There are plenty of ideas kicking around out there about how Congress can help promote a new transportation infrastructure that doesn't rely quite so heavily on oil. One oft-mentioned proposal involves having federal agencies buy up plug-in hybrids and flex-fuel cars for their fleets, in order to help jump-start the market for those vehicles. One snag, though, as Kimberly Kindy and Dan Keating of The Washington Post illustrated in a must-read piece over the weekend, is that the government can mangle these mandates very, very badly—and actually end up making the problem worse. Especially when it comes to flex-fuel cars.
The story goes like this: Back in 1992, Congress passed a law requiring all federal agencies to buy alternative-fuel vehicles for 75 percent of their light-duty fleet. The catch was that, while the agencies had to buy the cars, they didn't actually have to use the alternative fuel. So a lot of agencies ended up purchasing cars that could run on propane, compressed natural gas, or E85 (an 85 percent ethanol, 15 percent gasoline blend), and them shipped them to areas that didn't actually have any alternative fueling stations—the infrastructure just wasn't in place. Fewer than 0.1 percent of fueling stations in the United States even offer E85. That meant most flex-fuel cars were running on plain old gasoline, and, since these vehicles generally have larger-than-average engines, they actually end up using more oil and emitting more carbon dioxide. The Postal Service used 1.5 million additional gallons of gas last year because only 1 percent of its 37,000 flex-fuel vans were actually running on ethanol.
This whole debacle partly came about because the law—and the flex-fuel incentives Congress offered to automakers—were badly designed. In one longstanding and egregious provision, automakers are allowed to get extra credit under fuel-economy laws if they spend $50-$100 to convert the fuel tank of an SUV that gets, say, 16 mpg into something that can handle alcohol-based fuel. Congress considers this roughly equivalent to producing a 24 mpg car under CAFE rules. So, when federal agencies started looking around for flex-fuel cars to buy, the cheapest options available were these often big, gas-guzzling sedans and SUVs that could technically run on ethanol—except that ethanol usually wasn't available. This is a festering issue with flex-fuel car incentives in general, but it's compounded when you have government agencies that are required to buy and drive these vehicles.
Now, you wouldn't necessarily see the same type of fiasco with plug-in hybrids, which remain a much more promising technology—car companies, after all, can't just cheaply convert an inefficient SUV into an electric-powered model, and it's harder for a federal agency to buy a plug-in hybrid and then never plug it in, relying only on the gasoline engine. Plus, it's not like mandates are always unworkable: If the federal government had been better about sharing data with private companies about where it actually needed E85 infrastructure built, you might have had better synchronization. (Of course, there's the more fundamental question of whether E85 is actually better, from a climate perspective, than regular gasoline—there's excellent reason to think that, when you consider all the indirect impacts, corn-based ethanol doesn't make sense, period.) Still, the whole Post piece is worth reading as a crucial cautionary tale.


▶ WHAT IS REQUIRED: Could you write out the records exactly as they are given?

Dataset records
◇ ◇ ◇ ◇ ◇

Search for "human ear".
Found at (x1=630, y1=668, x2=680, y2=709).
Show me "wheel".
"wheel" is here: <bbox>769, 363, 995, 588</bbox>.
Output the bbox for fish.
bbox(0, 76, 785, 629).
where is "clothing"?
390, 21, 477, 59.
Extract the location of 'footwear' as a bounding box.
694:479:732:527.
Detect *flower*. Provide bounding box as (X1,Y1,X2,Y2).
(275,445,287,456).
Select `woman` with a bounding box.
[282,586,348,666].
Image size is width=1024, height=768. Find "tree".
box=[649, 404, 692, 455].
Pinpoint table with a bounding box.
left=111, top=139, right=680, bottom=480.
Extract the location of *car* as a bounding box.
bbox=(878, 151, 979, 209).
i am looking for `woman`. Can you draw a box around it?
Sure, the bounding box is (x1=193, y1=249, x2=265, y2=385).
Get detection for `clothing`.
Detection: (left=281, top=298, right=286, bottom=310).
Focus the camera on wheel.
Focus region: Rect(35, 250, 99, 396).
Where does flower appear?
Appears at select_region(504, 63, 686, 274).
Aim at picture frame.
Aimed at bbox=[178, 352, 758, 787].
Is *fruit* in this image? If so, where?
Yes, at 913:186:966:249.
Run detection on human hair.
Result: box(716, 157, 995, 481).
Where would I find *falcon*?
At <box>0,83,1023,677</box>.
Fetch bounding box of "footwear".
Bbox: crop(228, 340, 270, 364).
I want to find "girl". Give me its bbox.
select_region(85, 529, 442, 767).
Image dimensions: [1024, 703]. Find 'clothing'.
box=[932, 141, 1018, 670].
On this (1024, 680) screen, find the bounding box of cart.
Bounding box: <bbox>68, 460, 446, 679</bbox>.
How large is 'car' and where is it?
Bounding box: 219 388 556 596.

◇ ◇ ◇ ◇ ◇

▶ RESPONSE BOX:
Search for "human ear".
Found at (x1=630, y1=668, x2=680, y2=709).
Show me "wheel".
"wheel" is here: <bbox>769, 363, 995, 588</bbox>.
Output the bbox for fish.
bbox(0, 76, 785, 629).
where is "clothing"?
390, 21, 477, 59.
Extract the location of 'footwear' as a bounding box.
694:479:732:527.
Detect *flower*. Provide bounding box as (X1,Y1,X2,Y2).
(275,445,287,456).
Select `woman` with a bounding box.
[282,586,348,666].
Image size is width=1024, height=768. Find "tree".
box=[649, 404, 692, 455].
Pinpoint table with a bounding box.
left=111, top=139, right=680, bottom=480.
Extract the location of *car* as a bounding box.
bbox=(878, 151, 979, 209).
i am looking for `woman`. Can you draw a box around it?
Sure, the bounding box is (x1=193, y1=249, x2=265, y2=385).
Get detection for `clothing`.
Detection: (left=281, top=298, right=286, bottom=310).
Focus the camera on wheel.
Focus region: Rect(35, 250, 99, 396).
Where does flower appear?
Appears at select_region(504, 63, 686, 274).
Aim at picture frame.
Aimed at bbox=[178, 352, 758, 787].
Is *fruit* in this image? If so, where?
Yes, at 913:186:966:249.
Run detection on human hair.
Result: box(716, 157, 995, 481).
Where would I find *falcon*?
At <box>0,83,1023,677</box>.
Fetch bounding box of "footwear".
Bbox: crop(228, 340, 270, 364).
I want to find "girl". Give me its bbox.
select_region(85, 529, 442, 767).
Image dimensions: [1024, 703]. Find 'clothing'.
box=[932, 141, 1018, 670].
On this (1024, 680) screen, find the bounding box of cart.
Bounding box: <bbox>68, 460, 446, 679</bbox>.
How large is 'car' and where is it?
Bounding box: 219 388 556 596.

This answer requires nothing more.